No outside enemy ever could though many tried. All it took was one weak feckless president and a handful of opportunists in congress and in the media.
The Lodger
@Betty Cracker: Giving the memorial speech in Alaska was a reminder that 9/11 should be remembered by and in the whole country. not just a few spots on the East Coast, notwithstanding the parochial butthurt from the New York Post.
karen marie
@Shalimar: “Women will be subordinate to their husbands for eternity”
That’s the basis of Mormonism. Not much of a religion based on “God’s Word” if it can be put to a vote by mere mortals to change dogma about how God will receive you in heaven.
As I said, Mormons are assholes.
Meth is also popular. Doesn’t mean it’s not harmful.
H-Bob
@Geminid: You wildly overestimate the rationality and underestimate the partisanship of the “moderate” Republicans.
unctuous
@karen marie:
This is the case in some evangelical christian churches. They vote on the pastor. This is how many evangelical churches became a heretical mix of christ and q-anon. And why the leaders of some congregations are now struggling to retain core teachings of the gospel, because their congregants no longer think Christ’s views non-violence and taking care of the less fortunate should be part of it.

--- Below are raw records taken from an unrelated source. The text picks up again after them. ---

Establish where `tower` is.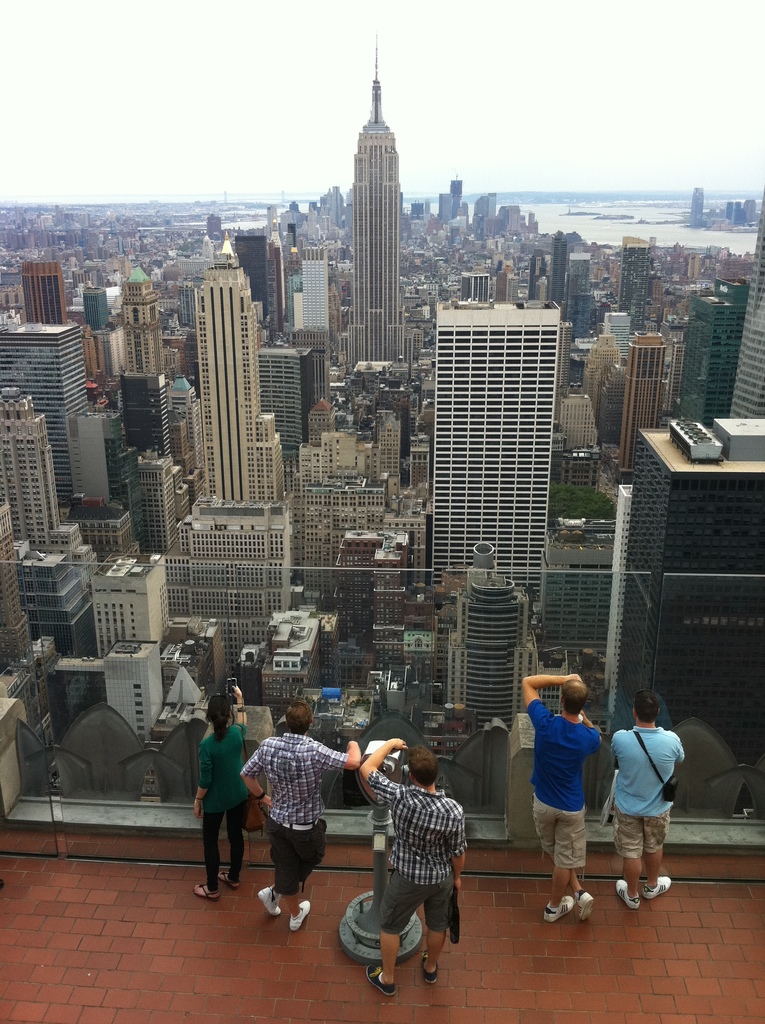
Established at box=[79, 289, 105, 332].
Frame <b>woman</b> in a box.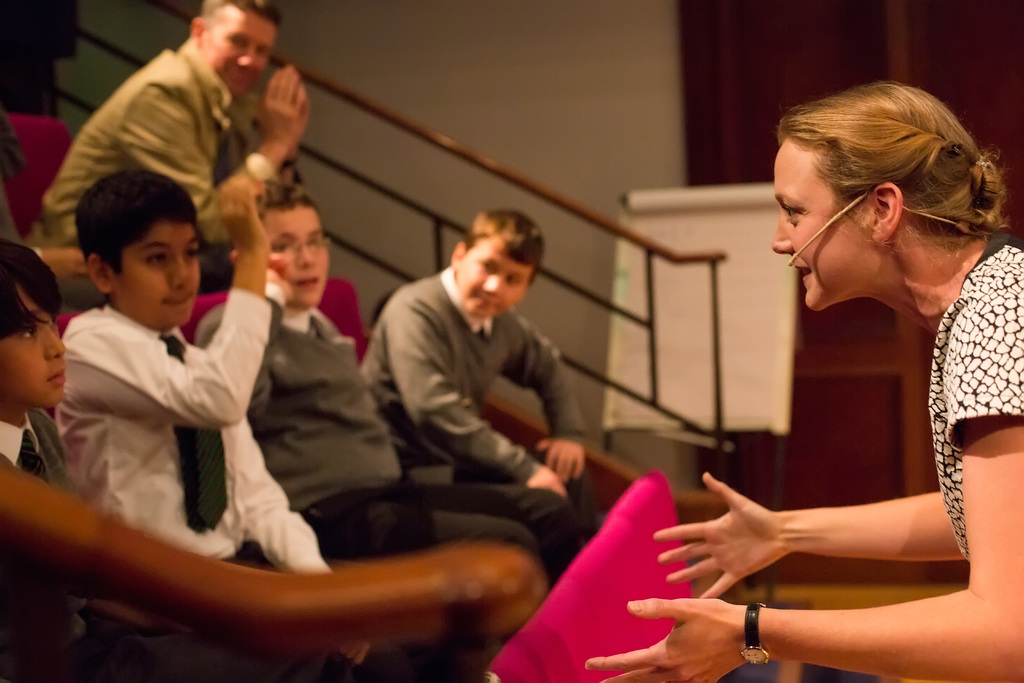
(561,72,1019,682).
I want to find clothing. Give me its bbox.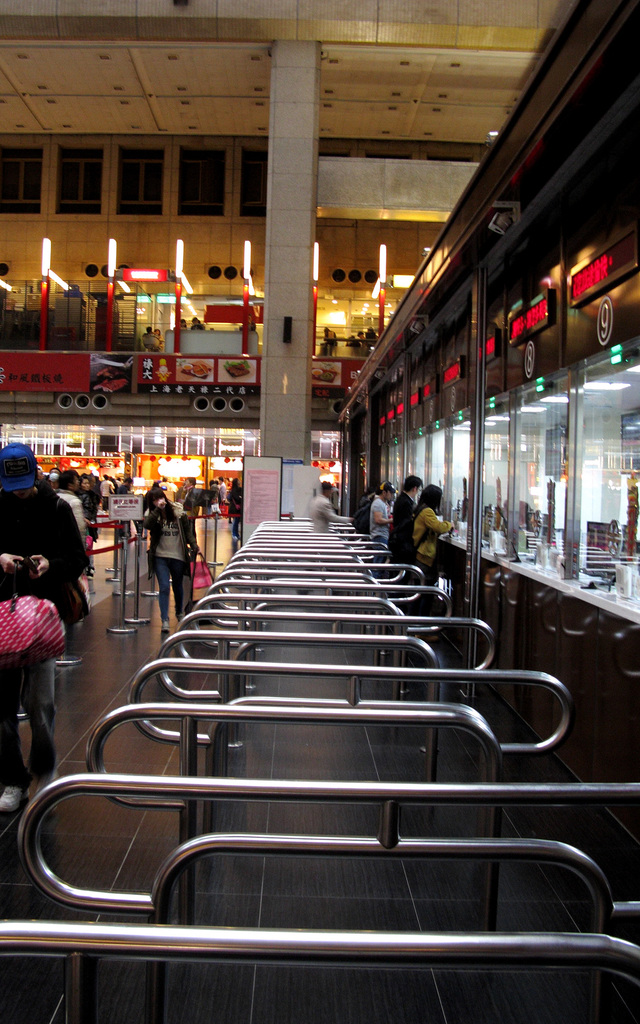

It’s heretical AF but they want what they want and they vote out the ones they dislike.
unctuous
@unctuous: Also, re “God’s Word”, Southern Baptist leadership actually supported Roe, hailed it as an advance for women’s healthcare. Those leaders were removed as abortion became politically useful to the Right.
The Catholic Church has always been anti-woman.
Geminid
@H-Bob: Wildly overestimate? It just takes 5. Two members of the caucus already voted to impeach Trump. That would be Valadeo (CA) and Newhouse (WA), which you should know if you pay attention. A third, Bacon (NE) floated this idea in January. He will likely retire and has nothing to lose. They would just need two more members, likely prospective retirees.
You may be underestimating how sick and tired some Republicans might be of seeing the Freedom Caucus push Kraven McCarthy around. Maybe you think that all Republicans are stupid and venal, but that’s just a gratifying stereotype.
If Gaetz moves to remove the Speaker and succeeds, Republicans had better agree on a replacement quickly or all bets are off.
Ed. I will add that I don’t think there are any “moderate” Republicans in this caucus and have said that here many times now, so don’t lay that “you are are being naive” crap on me.